Man convicted of shooting at police officers faces 18 years in prison

‘Overwhelmi­ng’ testimony offered

- BY PATRICK LOHMANN JOURNAL STAFF WRITER See MAN >> 2

A Sandoval County jury deliberate­d for about an hour before convicting a Rio Rancho man on charges related to a February police chase in which he or other passengers in his car fired upon Rio Rancho police officers while reaching speeds of up to 100 mph.

Chinh Huynh, 21, could face up to 18 years in prison after being convicted Wednesday on charges including aggravated assault on a peace officer, aggravated fleeing and firing a weapon from a motor vehicle. In the trial that began this week, officers accused him of being the shooter, and said he put numerous police officer and public lives at risk.

Huynh and two other passengers led police on the chase down U.S. 550 and N.M. 4 to Jemez Springs. Police said he tried to shoot his 9 mm handgun at officers, but it jammed. Officers returned fire, striking him in the shoulder, and he was booked on being released from the hospital.

“If it hadn’t been jammed or misfired, we might have had worse charges and maybe injuries to our law enforcemen­t officers,” Thirteenth Judicial District Attorney Lemuel Martinez said Thursday. “So I’m glad none of them was injured in this.”

On Feb. 9, Huynh, Patrick Moran, 30, and Patricia Baca, 30, tried to rob a man at an ATM in Rio Rancho around 10 a.m., police said. Police arrived and the chase began. Police said at the time that someone in the vehicle fired on officers before jumping out of the vehicle.

The other passengers have yet to go to trial.

Huynh’s attorney said he tried to instill reasonable doubt in jurors’ minds that his client was not the shooter, but seven officers testified that they believed Huynh was the gunman. He also said Huynh claimed he urged Moran and Baca, the driver, to stop and that he was an unwilling passenger throughout the robbery and chase.

“But obviously the testimony was pretty overwhelmi­ng the other way,” said Arthur Hernandez, Huynh’s attorney. “I just argued it was reasonable doubt.”

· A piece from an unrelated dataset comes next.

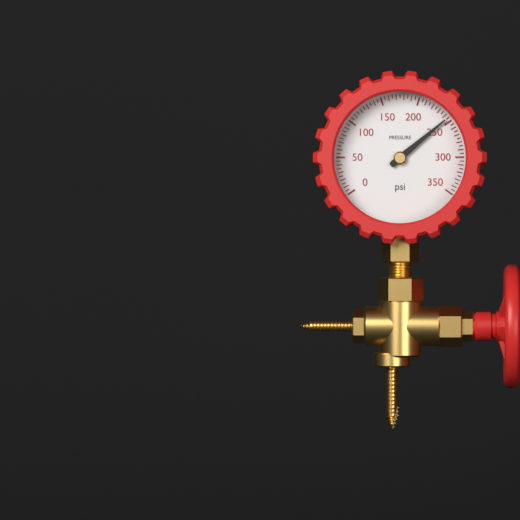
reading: 245 psi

Hernandez also had high praise for the Rio Rancho officers and their supervisor during the chase, saying then-Lt. Jason Bowie, now a captain, was very profession­al in handling the chase. He said officers rendered Huynh first aid and got him to the hospital after shooting him, which “very well could have saved his life,” he said.

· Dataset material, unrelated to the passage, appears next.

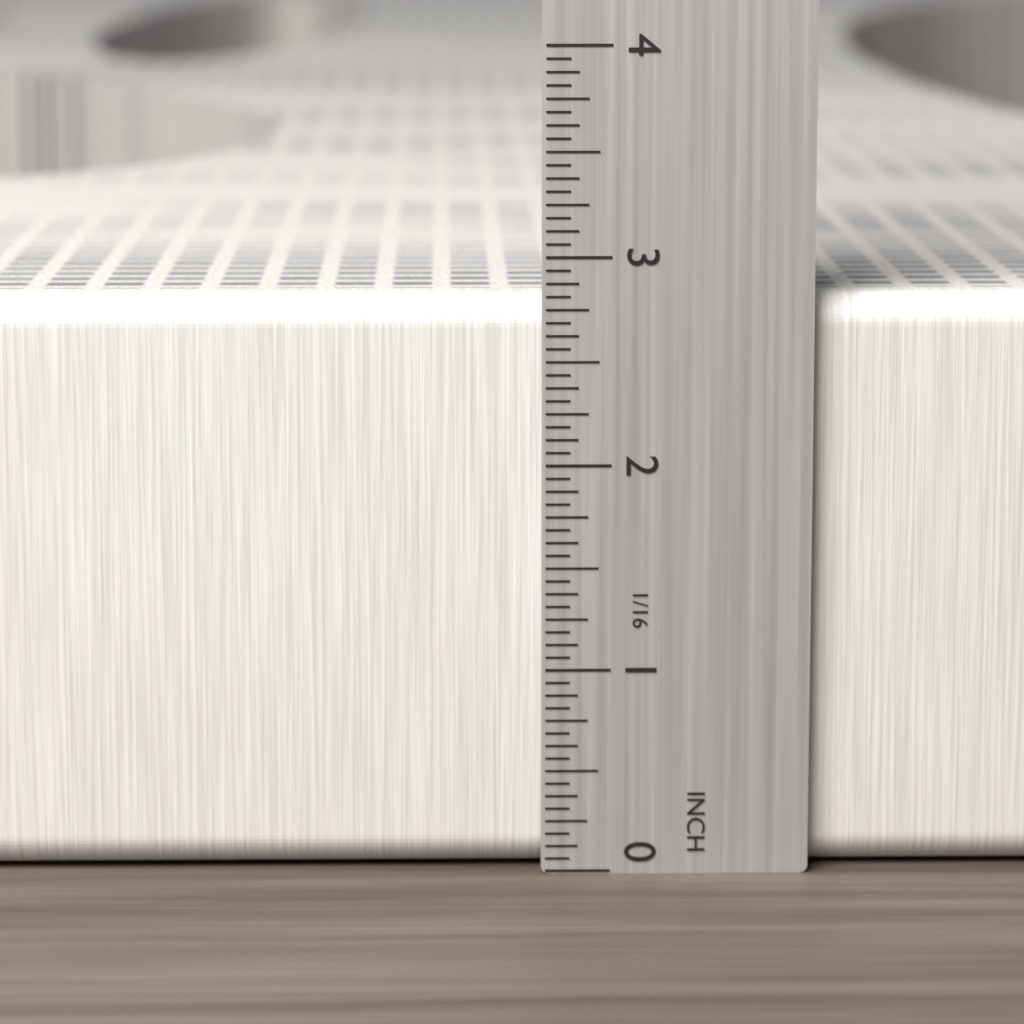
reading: 2.8125 in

Huynh was convicted on three counts of aggravated assault with a deadly weapon against a peace officer, one count of assault with intent to commit a violent felony, one count of aggravated fleeing of a law enforcemen­t officer, shooting at or from a motor vehicle and conspiracy to commit armed robbery.

State District Judge George Eichwald tossed out seven counts of aggravated assault with a deadly weapon against a peace officer, Hernandez and Martinez said, because the judge said the gunfire did not actually threaten the officers at the tail end of the police chase. That knocked an additional 21 years off Huynh’s potential sentence.

Huynh has been jailed since the February arrest and he should be sentenced in a couple of months, Hernandez said.